Register to watch the video

Deliver Web Experiences Tailored to Persons – Not Personas – Using Search and AI

You don’t have to sacrifice opportunity for the sake of outdated search

We expect personalized and relevant experiences. Search and discovery are fundamental to it. 43% of website visitors use site search first when looking for a product or content.

They expect to find what they need.

Coveo for websites helps people experience this relevance so that they engage, learn and convert.

Relevant experiences for every person, not persona, is the best way for your business to scale and serve your customers.

Watch our webinar to see how it’s possible, with search, data, and AI.
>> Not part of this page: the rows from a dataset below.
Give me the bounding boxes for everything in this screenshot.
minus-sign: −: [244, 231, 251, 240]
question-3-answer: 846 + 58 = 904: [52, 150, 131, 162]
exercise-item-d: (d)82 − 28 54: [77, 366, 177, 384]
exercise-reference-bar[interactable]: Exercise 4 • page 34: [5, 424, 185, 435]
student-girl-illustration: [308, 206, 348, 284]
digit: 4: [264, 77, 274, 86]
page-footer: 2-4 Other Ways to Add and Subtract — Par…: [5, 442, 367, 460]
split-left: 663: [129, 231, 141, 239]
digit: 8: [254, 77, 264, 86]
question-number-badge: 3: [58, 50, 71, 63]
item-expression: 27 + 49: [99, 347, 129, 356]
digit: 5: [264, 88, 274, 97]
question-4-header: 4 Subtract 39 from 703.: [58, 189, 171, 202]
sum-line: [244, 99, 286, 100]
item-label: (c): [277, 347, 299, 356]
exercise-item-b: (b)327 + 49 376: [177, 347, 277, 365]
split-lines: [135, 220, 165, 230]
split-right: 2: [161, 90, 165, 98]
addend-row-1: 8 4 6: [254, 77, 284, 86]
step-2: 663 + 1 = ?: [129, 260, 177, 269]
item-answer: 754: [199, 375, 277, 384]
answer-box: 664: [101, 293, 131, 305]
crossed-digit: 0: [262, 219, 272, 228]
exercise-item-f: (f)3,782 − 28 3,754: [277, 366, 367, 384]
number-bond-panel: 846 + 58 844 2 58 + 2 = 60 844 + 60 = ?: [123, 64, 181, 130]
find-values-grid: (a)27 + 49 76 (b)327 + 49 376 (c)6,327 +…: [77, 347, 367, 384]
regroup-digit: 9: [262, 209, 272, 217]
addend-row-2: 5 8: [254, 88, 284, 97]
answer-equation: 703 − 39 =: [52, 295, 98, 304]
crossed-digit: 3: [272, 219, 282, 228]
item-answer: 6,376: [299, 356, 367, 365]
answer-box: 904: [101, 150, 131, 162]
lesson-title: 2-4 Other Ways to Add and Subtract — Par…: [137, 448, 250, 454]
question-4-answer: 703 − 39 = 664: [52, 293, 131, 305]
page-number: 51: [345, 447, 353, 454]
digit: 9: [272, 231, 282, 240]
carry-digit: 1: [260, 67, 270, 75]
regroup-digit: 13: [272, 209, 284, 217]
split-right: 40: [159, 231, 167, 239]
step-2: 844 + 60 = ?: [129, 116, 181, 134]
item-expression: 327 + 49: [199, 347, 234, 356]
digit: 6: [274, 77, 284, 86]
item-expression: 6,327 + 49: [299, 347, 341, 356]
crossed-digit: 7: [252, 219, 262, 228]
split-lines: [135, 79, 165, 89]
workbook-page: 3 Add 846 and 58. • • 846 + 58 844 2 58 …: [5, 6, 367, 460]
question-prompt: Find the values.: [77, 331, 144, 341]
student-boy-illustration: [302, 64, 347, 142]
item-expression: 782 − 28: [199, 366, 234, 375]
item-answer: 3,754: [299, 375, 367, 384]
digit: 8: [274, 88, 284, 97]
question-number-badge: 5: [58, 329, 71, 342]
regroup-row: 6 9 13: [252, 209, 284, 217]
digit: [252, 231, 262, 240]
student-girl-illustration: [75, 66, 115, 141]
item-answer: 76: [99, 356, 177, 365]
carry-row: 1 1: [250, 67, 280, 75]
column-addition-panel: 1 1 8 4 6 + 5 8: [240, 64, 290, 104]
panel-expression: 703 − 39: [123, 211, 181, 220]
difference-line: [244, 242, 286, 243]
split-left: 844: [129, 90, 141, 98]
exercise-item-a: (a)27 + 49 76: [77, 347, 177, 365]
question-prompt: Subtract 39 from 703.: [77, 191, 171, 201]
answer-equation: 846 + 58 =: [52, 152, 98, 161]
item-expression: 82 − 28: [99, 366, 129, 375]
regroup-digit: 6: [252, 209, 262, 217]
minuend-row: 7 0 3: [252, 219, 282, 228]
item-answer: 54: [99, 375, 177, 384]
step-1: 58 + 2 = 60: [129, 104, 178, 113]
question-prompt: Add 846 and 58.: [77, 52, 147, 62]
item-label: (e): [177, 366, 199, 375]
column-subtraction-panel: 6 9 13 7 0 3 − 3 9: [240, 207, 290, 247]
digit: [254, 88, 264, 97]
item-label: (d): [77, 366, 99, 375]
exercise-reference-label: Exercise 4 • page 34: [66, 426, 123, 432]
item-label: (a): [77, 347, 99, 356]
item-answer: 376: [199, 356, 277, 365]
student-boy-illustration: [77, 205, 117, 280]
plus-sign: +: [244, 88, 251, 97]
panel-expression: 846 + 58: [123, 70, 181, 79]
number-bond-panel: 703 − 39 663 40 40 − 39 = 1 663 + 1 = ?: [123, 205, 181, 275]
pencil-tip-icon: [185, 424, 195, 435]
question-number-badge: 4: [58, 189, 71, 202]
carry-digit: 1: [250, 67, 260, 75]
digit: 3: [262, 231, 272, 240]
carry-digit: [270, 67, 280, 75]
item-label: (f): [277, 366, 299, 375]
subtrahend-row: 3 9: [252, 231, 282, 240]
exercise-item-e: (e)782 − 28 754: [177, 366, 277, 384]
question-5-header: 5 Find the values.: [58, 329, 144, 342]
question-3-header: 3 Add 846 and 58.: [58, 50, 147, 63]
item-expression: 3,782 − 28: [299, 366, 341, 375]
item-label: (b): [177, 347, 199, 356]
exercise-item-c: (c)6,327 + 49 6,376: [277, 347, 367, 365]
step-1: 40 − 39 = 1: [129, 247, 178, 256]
Join the Joint Commission and Americaneagle.com as they share how they created a unified view and relevant experiences across their web properties for every customer by:

  • Consolidating and streamlining technologies
  • Unifying user experiences
  • Creating a consistent brand
  • Centralizing organizational operations

You don’t have to limit your business’ ability to serve your people. With Coveo on your side, there’s nothing holding you back from providing the most relevant search experience to your audience.

It’s easier than you think.

Daniel Janssen
Senior Sitecore Developer, The Joint Commission
Sheerine Reid
Director Product Marketing, Coveo
drift close

Hey 👋! Any questions? I can have a teammate jump in on chat right now!